Maps have an aura of objectivity and authority. Their construction is guided by scientific principles of cartographic visualization and they are generally authored by government institutions or respected publishing houses. But, as the old dictum goes, “all maps lie flat, all flat maps lie”. The very nature of their design necessitates distortions because of the need to (1) convert the 3-D world into a 2-D image, (2) select a limited number of elements to fit into a reduced representation size, (3) use symbols to organize related features into a coherent system of signs. On top of these limitations are the values and biases of the map makers that invariable enter the creative process.
There are hardly any maps of indigenous borderlands that show how native lands are divided by international boundaries. For indigenous peoples, the most problematic aspect is “the primacy of the nation-state”, that is, the unquestioned belief that each of the 200 or so existing modern states is the sole owner of its lands. The colorful patches of state territories we see on a world political map represent separate sovereign territories or claims of exclusive ownership. So it is not surprising that when governments map indigenous lands, they map them within their own territories. They do not include lands of the same group in adjacent countries or even when it is bisected by the border, as, for example, in the case of the Mohawk, the Blackfoot Confederation in the US-Canada borderlands. To do so, would invite questions about sovereignty.
Respected popular scientific publishing houses or cultural organizations also fall into the trap of restricting maps of indigenous peoples to existing state territories.

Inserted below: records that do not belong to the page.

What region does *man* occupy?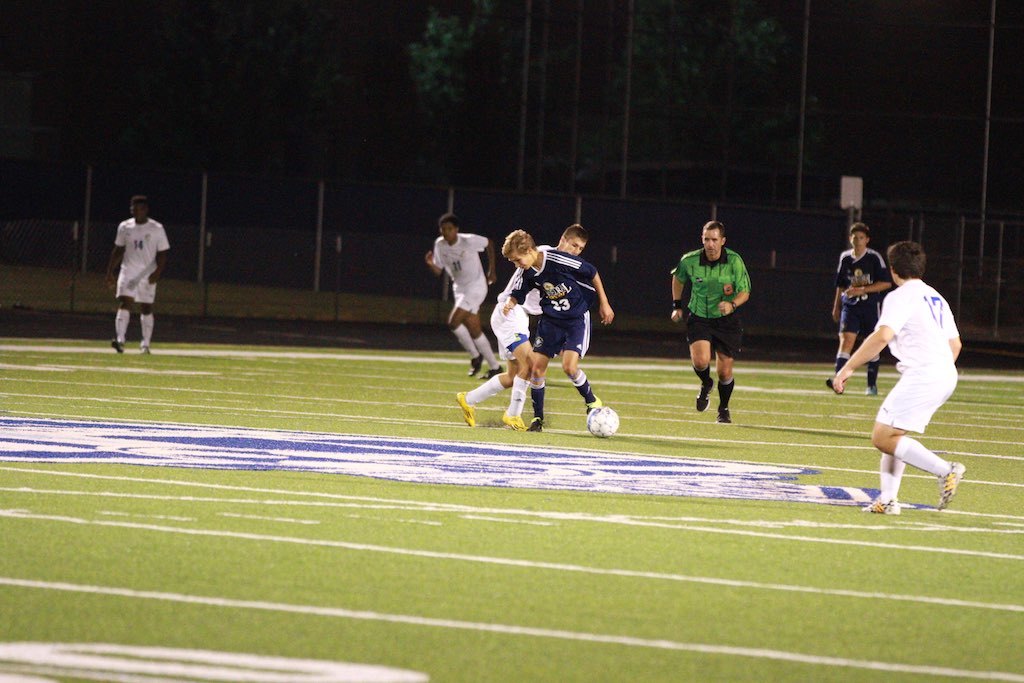
bbox(825, 223, 889, 398).
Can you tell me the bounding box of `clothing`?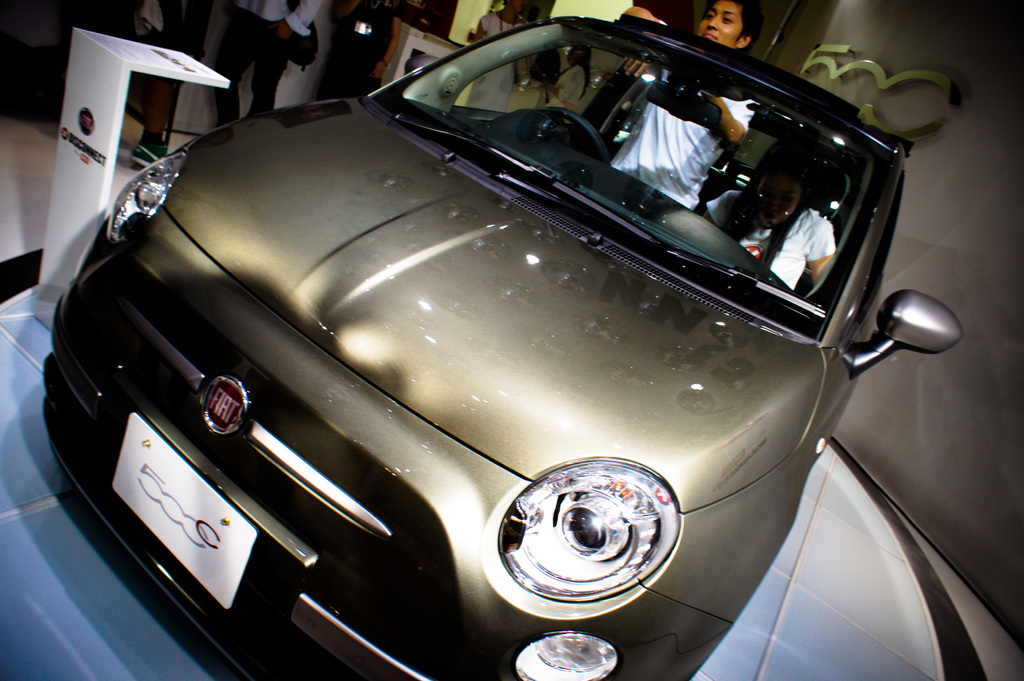
x1=704, y1=202, x2=833, y2=289.
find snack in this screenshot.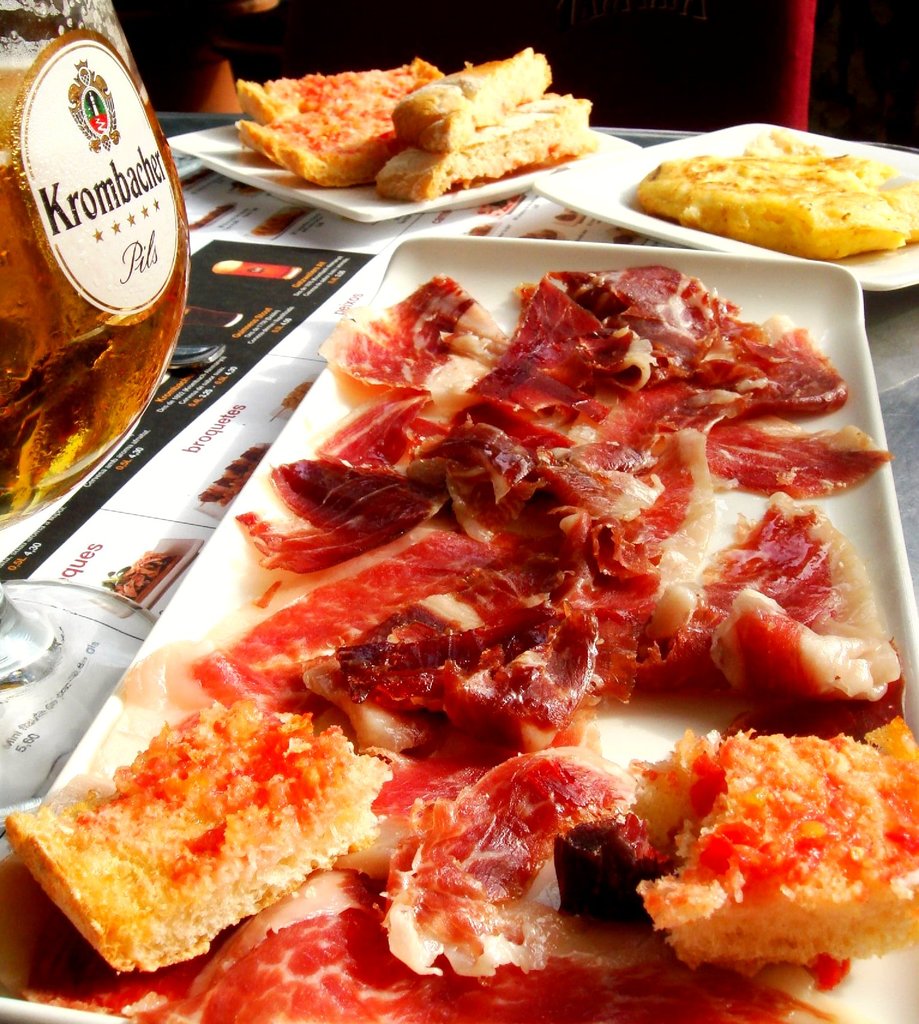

The “Indian country” in the wall map of that title by National Geographic, curiously ends exactly at the borders of the United States.
The map of Canada’s First Peoples that is listed as a teacher resource on the FNER – Indigenous Perspectives on Education website ends at the southern Canadian border with the United States and fills the empty spaces with canoes. Eerily reminiscent of the maps of early explorers that covered unknown lands with monsters and mythical creatures.
The wall map of First Alaskans in the performance space of the Alaska Native Heritage Center clearly shows how their homelands cover the entire state, but at the same time gives the false impression that these homelands magically end at the border with Canada.